Part of the reason Bonnie still seems underdeveloped as a character may be due to the alleged significant revisions made in postproduction, after the Season 2 director Andrea Arnold’s creative control was said to be lessened to make more use of Vallée’s first-season style. The most complex dynamic for Bonnie this season is between her and Elizabeth, whom the show turned into the abusive parent, as opposed to Bonnie’s white father (a creative choice noted by some critics as playing into lazy tropes). At best, the change certainly waded into demystifying black maternal dynamics. But it did so frivolously, without actually delving into cyclical trauma and how Bonnie’s upbringing would affect her raising her own black daughter.
The revelation of Elizabeth’s abuse of Bonnie via flashbacks is detached from the other focal arcs of the season. Bonnie reconciling her trauma is an experience that she largely goes through alone, despite having a preexisting bond with Celeste (Nicole Kidman), who knows well the complexities of domestic violence and the guilt that comes with being victimized repeatedly. Bonnie’s moment of catharsis happens in solitude, away from the group, as she sits by Elizabeth’s side in a hospital room:
“I resent you. For the childhood that I had. I resent you for your impatience. For being scared of doing my homework without being yelled at. For all the kitchen cabinet doors you slammed. For slapping me. For all the bruises. I resent you for not feeling safe at home. I resent you for being ashamed of me. I resent you for all the sex I started to have when I was 13 to prove to myself that I could be loved. I resent you for my wanting to beat the shit out of everyone. I resent you for making me feel so fucking worthless that I settled for a man that I don’t … But mainly, I resent you for killing a man. I killed Celeste’s husband. He didn’t slip. I pushed him. I snapped—and when I lunged at him, I was pushing you. And that push was a long time coming. And I want to forgive you.”

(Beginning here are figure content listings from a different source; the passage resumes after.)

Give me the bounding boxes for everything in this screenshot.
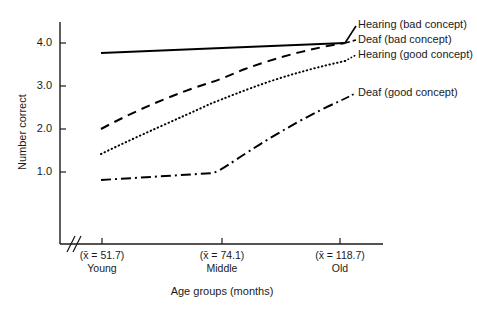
series-line-hearing-good-concept bbox=[101, 61, 345, 154]
x-group-old-name: Old bbox=[285, 262, 395, 275]
series-line-deaf-good-concept bbox=[101, 100, 342, 180]
x-group-young: (x̄ = 51.7) Young bbox=[47, 249, 157, 275]
legend-item-deaf-good-concept: Deaf (good concept) bbox=[358, 86, 458, 99]
series-line-hearing-bad-concept bbox=[101, 43, 345, 53]
x-group-middle-name: Middle bbox=[167, 262, 277, 275]
y-tick-label-4: 4.0 bbox=[22, 37, 52, 48]
legend-stub-hearing-good bbox=[345, 55, 356, 61]
y-tick-label-3: 3.0 bbox=[22, 80, 52, 91]
chart-figure: 4.0 3.0 2.0 1.0 Number correct (x̄ = 51.… bbox=[0, 0, 477, 309]
y-axis-title: Number correct bbox=[16, 94, 28, 170]
legend-item-deaf-bad-concept: Deaf (bad concept) bbox=[358, 33, 452, 46]
x-group-old-mean: (x̄ = 118.7) bbox=[285, 249, 395, 262]
x-axis-title: Age groups (months) bbox=[122, 285, 322, 297]
legend-item-hearing-good-concept: Hearing (good concept) bbox=[358, 48, 473, 61]
x-group-young-mean: (x̄ = 51.7) bbox=[47, 249, 157, 262]
legend-stub-deaf-good bbox=[342, 93, 356, 100]
x-group-middle: (x̄ = 74.1) Middle bbox=[167, 249, 277, 275]
legend-item-hearing-bad-concept: Hearing (bad concept) bbox=[358, 18, 467, 31]
x-group-middle-mean: (x̄ = 74.1) bbox=[167, 249, 277, 262]
x-group-young-name: Young bbox=[47, 262, 157, 275]
x-group-old: (x̄ = 118.7) Old bbox=[285, 249, 395, 275]
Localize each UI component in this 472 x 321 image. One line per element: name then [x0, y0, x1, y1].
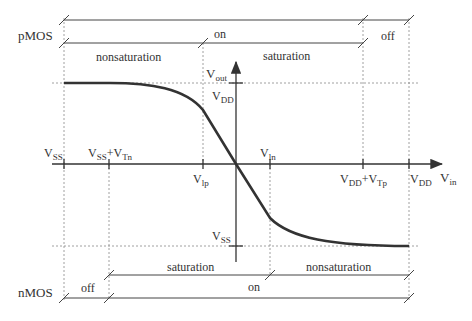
y-axis-label: Vout — [206, 66, 227, 83]
nmos-off-label: off — [81, 281, 95, 295]
nmos-on-label: on — [248, 280, 260, 294]
vln-label: Vln — [260, 146, 276, 162]
pmos-on-label: on — [214, 27, 226, 41]
vlp-label: Vlp — [193, 172, 209, 188]
pmos-off-label: off — [381, 29, 395, 43]
vss-x-label: VSS — [44, 146, 63, 162]
nmos-state-bars — [59, 270, 414, 303]
vtc-diagram: pMOS nMOS on off nonsaturation saturatio… — [0, 0, 472, 321]
vdd-x-label: VDD — [410, 172, 432, 188]
pmos-sat-label: saturation — [263, 49, 310, 63]
pmos-state-bars — [59, 15, 414, 48]
nmos-nonsat-label: nonsaturation — [306, 260, 371, 274]
vdd-y-label: VDD — [212, 89, 234, 105]
x-axis-label: Vin — [440, 170, 457, 187]
axes — [52, 62, 442, 262]
vdd-vtp-label: VDD+VTp — [340, 172, 388, 188]
vss-vtn-label: VSS+VTn — [88, 146, 133, 162]
pmos-label: pMOS — [18, 28, 53, 43]
pmos-nonsat-label: nonsaturation — [96, 50, 161, 64]
nmos-sat-label: saturation — [167, 260, 214, 274]
vss-y-label: VSS — [212, 229, 231, 245]
nmos-label: nMOS — [18, 285, 53, 300]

It’s a peculiar narrative decision: Absent Bonnie’s true integration with the rest of the ensemble, the speech has less significance as a moment of emancipation and registers as a rushed, unearned exposition. For a show that does an otherwise thorough job of peeling apart the layers of various women’s dynamics—Madeline’s attempt to steady herself after feeling unmoored in her marriage is deftly examined—Big Little Lies disappoints with Kravitz’s character. While Bonnie certainly has more background this time around, she isn’t given the depth of interrogation necessary to answer some of the larger questions surrounding her presence in the show.

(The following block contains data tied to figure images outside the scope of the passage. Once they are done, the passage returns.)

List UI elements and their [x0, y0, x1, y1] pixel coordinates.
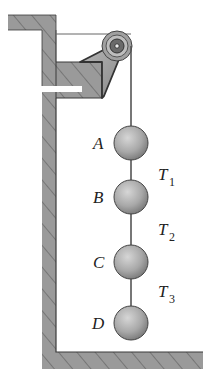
mass-D	[114, 306, 148, 340]
pulley-axle	[115, 44, 119, 48]
bracket-block	[56, 62, 102, 98]
svg-text:1: 1	[169, 175, 175, 189]
label-mass-C: C	[93, 253, 105, 272]
svg-text:2: 2	[169, 230, 175, 244]
label-mass-B: B	[93, 188, 104, 207]
label-mass-A: A	[92, 134, 104, 153]
mass-A	[114, 126, 148, 160]
tension-label-T2: T 2	[158, 220, 175, 244]
svg-text:T: T	[158, 165, 169, 184]
pulley-diagram: A B C D T 1 T 2 T 3	[0, 0, 203, 369]
tension-label-T3: T 3	[158, 282, 175, 306]
pulley	[102, 31, 132, 61]
svg-text:3: 3	[169, 292, 175, 306]
label-mass-D: D	[91, 314, 105, 333]
floor	[42, 352, 203, 369]
mass-C	[114, 245, 148, 279]
svg-text:T: T	[158, 282, 169, 301]
vertical-wall	[42, 15, 56, 369]
wall-slot	[42, 86, 82, 92]
svg-text:T: T	[158, 220, 169, 239]
tension-label-T1: T 1	[158, 165, 175, 189]
mass-B	[114, 180, 148, 214]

The culminating conflict of the season focused on Celeste and her mother-in-law (Streep). Echoing Season 1, the conclusion minimized Bonnie, who was such a fundamental part in the events that prompted this face-off. Her arc—including coming to terms with her abusive mother—played out largely in isolation, making the group’s final reunification feel, again, sudden. It seems that the “people who don’t get you” whom Elizabeth referred to doesn’t just apply to the other characters of Monterey, but to the Big Little Lies writer’s room as well.